▶ TRY IT: Copy out the listing exactly.

▶ MATERIALS PROVIDED:
◇ ◇ ◇ ◇
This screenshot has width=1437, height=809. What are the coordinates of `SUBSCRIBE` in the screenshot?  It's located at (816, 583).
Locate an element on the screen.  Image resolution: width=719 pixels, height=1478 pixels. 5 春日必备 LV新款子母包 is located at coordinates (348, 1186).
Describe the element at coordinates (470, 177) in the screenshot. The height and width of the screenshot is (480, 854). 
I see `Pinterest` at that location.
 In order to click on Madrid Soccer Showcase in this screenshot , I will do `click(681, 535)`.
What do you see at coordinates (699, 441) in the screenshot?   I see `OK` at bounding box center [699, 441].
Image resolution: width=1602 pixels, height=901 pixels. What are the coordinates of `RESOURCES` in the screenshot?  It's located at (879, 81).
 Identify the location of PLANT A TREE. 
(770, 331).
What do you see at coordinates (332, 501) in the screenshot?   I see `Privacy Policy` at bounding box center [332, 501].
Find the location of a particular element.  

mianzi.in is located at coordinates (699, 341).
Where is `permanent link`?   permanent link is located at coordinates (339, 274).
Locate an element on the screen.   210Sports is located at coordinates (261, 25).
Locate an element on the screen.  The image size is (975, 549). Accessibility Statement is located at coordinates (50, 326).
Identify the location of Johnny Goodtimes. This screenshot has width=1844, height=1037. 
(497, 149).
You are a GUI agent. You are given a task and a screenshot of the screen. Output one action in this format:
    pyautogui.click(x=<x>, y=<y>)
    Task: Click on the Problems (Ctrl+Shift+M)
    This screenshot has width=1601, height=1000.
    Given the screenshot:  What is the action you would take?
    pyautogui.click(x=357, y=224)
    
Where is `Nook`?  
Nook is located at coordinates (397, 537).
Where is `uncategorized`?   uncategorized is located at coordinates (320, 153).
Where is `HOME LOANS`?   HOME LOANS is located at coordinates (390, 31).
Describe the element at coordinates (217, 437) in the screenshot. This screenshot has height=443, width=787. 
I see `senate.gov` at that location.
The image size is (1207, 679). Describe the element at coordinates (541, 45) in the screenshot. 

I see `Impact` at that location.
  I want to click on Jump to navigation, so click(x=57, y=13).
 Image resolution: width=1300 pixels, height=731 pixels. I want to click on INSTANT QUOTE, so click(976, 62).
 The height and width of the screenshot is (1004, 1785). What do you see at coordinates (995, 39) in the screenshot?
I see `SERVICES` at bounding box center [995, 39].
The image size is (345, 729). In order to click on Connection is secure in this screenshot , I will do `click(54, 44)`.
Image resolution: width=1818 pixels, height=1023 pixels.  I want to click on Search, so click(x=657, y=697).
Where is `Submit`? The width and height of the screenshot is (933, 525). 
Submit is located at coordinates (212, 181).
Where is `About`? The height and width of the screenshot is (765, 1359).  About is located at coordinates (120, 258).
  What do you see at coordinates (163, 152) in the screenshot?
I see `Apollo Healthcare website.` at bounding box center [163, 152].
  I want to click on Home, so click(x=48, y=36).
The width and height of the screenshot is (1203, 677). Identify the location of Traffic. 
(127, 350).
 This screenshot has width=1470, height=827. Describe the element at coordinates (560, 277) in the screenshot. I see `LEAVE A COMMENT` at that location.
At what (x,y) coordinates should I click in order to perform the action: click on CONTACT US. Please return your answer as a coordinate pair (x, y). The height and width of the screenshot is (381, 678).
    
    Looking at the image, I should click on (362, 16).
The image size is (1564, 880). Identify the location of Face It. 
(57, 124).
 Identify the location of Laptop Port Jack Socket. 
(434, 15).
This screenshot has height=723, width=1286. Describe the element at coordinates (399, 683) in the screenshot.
◇ ◇ ◇ ◇
▶ WRITTEN RESPONSE:
This screenshot has width=1437, height=809. What are the coordinates of `SUBSCRIBE` in the screenshot?  It's located at (816, 583).
Locate an element on the screen.  Image resolution: width=719 pixels, height=1478 pixels. 5 春日必备 LV新款子母包 is located at coordinates (348, 1186).
Describe the element at coordinates (470, 177) in the screenshot. The height and width of the screenshot is (480, 854). 
I see `Pinterest` at that location.
 In order to click on Madrid Soccer Showcase in this screenshot , I will do `click(681, 535)`.
What do you see at coordinates (699, 441) in the screenshot?   I see `OK` at bounding box center [699, 441].
Image resolution: width=1602 pixels, height=901 pixels. What are the coordinates of `RESOURCES` in the screenshot?  It's located at (879, 81).
 Identify the location of PLANT A TREE. 
(770, 331).
What do you see at coordinates (332, 501) in the screenshot?   I see `Privacy Policy` at bounding box center [332, 501].
Find the location of a particular element.  

mianzi.in is located at coordinates (699, 341).
Where is `permanent link`?   permanent link is located at coordinates (339, 274).
Locate an element on the screen.   210Sports is located at coordinates (261, 25).
Locate an element on the screen.  The image size is (975, 549). Accessibility Statement is located at coordinates (50, 326).
Identify the location of Johnny Goodtimes. This screenshot has width=1844, height=1037. 
(497, 149).
You are a GUI agent. You are given a task and a screenshot of the screen. Output one action in this format:
    pyautogui.click(x=<x>, y=<y>)
    Task: Click on the Problems (Ctrl+Shift+M)
    This screenshot has width=1601, height=1000.
    Given the screenshot:  What is the action you would take?
    pyautogui.click(x=357, y=224)
    
Where is `Nook`?  
Nook is located at coordinates (397, 537).
Where is `uncategorized`?   uncategorized is located at coordinates (320, 153).
Where is `HOME LOANS`?   HOME LOANS is located at coordinates (390, 31).
Describe the element at coordinates (217, 437) in the screenshot. This screenshot has height=443, width=787. 
I see `senate.gov` at that location.
The image size is (1207, 679). Describe the element at coordinates (541, 45) in the screenshot. 

I see `Impact` at that location.
  I want to click on Jump to navigation, so click(x=57, y=13).
 Image resolution: width=1300 pixels, height=731 pixels. I want to click on INSTANT QUOTE, so click(976, 62).
 The height and width of the screenshot is (1004, 1785). What do you see at coordinates (995, 39) in the screenshot?
I see `SERVICES` at bounding box center [995, 39].
The image size is (345, 729). In order to click on Connection is secure in this screenshot , I will do `click(54, 44)`.
Image resolution: width=1818 pixels, height=1023 pixels.  I want to click on Search, so click(x=657, y=697).
Where is `Submit`? The width and height of the screenshot is (933, 525). 
Submit is located at coordinates (212, 181).
Where is `About`? The height and width of the screenshot is (765, 1359).  About is located at coordinates (120, 258).
  What do you see at coordinates (163, 152) in the screenshot?
I see `Apollo Healthcare website.` at bounding box center [163, 152].
  I want to click on Home, so click(x=48, y=36).
The width and height of the screenshot is (1203, 677). Identify the location of Traffic. 
(127, 350).
 This screenshot has width=1470, height=827. Describe the element at coordinates (560, 277) in the screenshot. I see `LEAVE A COMMENT` at that location.
At what (x,y) coordinates should I click in order to perform the action: click on CONTACT US. Please return your answer as a coordinate pair (x, y). The height and width of the screenshot is (381, 678).
    
    Looking at the image, I should click on (362, 16).
The image size is (1564, 880). Identify the location of Face It. 
(57, 124).
 Identify the location of Laptop Port Jack Socket. 
(434, 15).
This screenshot has height=723, width=1286. Describe the element at coordinates (399, 683) in the screenshot.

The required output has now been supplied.